(Stored items)
= Beginning of Section =
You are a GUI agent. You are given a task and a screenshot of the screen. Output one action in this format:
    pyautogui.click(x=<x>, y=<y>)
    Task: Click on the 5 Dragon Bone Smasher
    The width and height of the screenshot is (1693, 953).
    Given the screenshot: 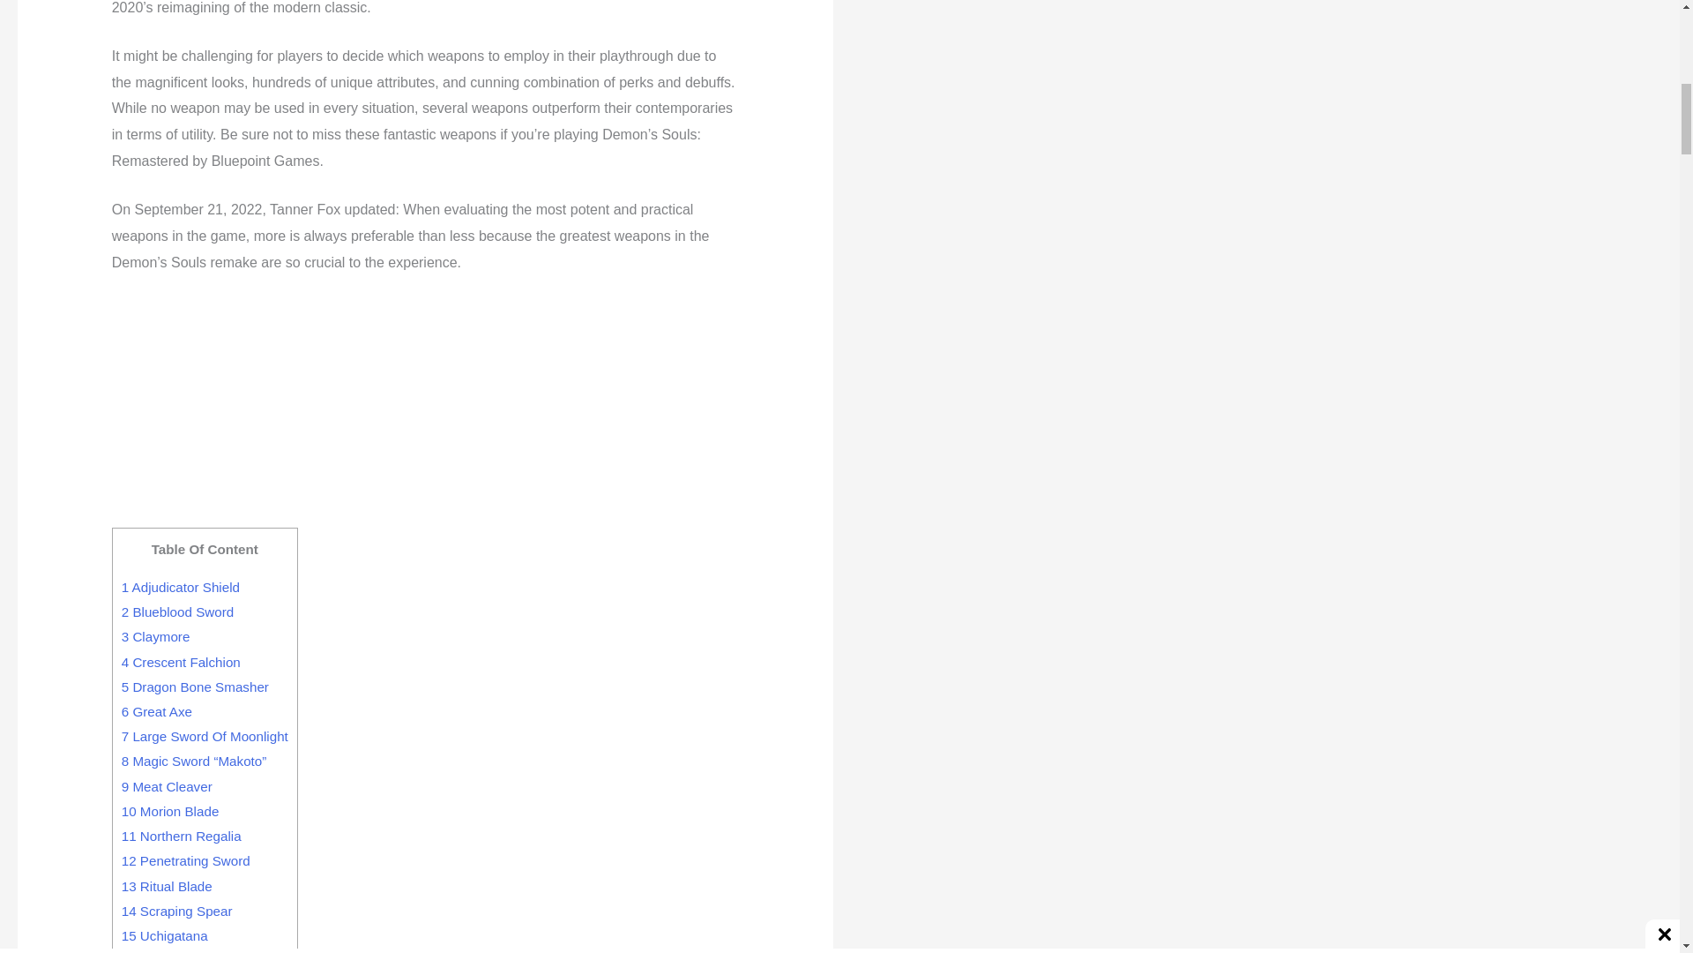 What is the action you would take?
    pyautogui.click(x=196, y=686)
= End of Section =
- **Assigned task**: Retype only this range exactly: the first line of the data through the line where "The width and" appears.

- **Response to this exercise**:
You are a GUI agent. You are given a task and a screenshot of the screen. Output one action in this format:
    pyautogui.click(x=<x>, y=<y>)
    Task: Click on the 5 Dragon Bone Smasher
    The width and height of the screenshot is (1693, 953).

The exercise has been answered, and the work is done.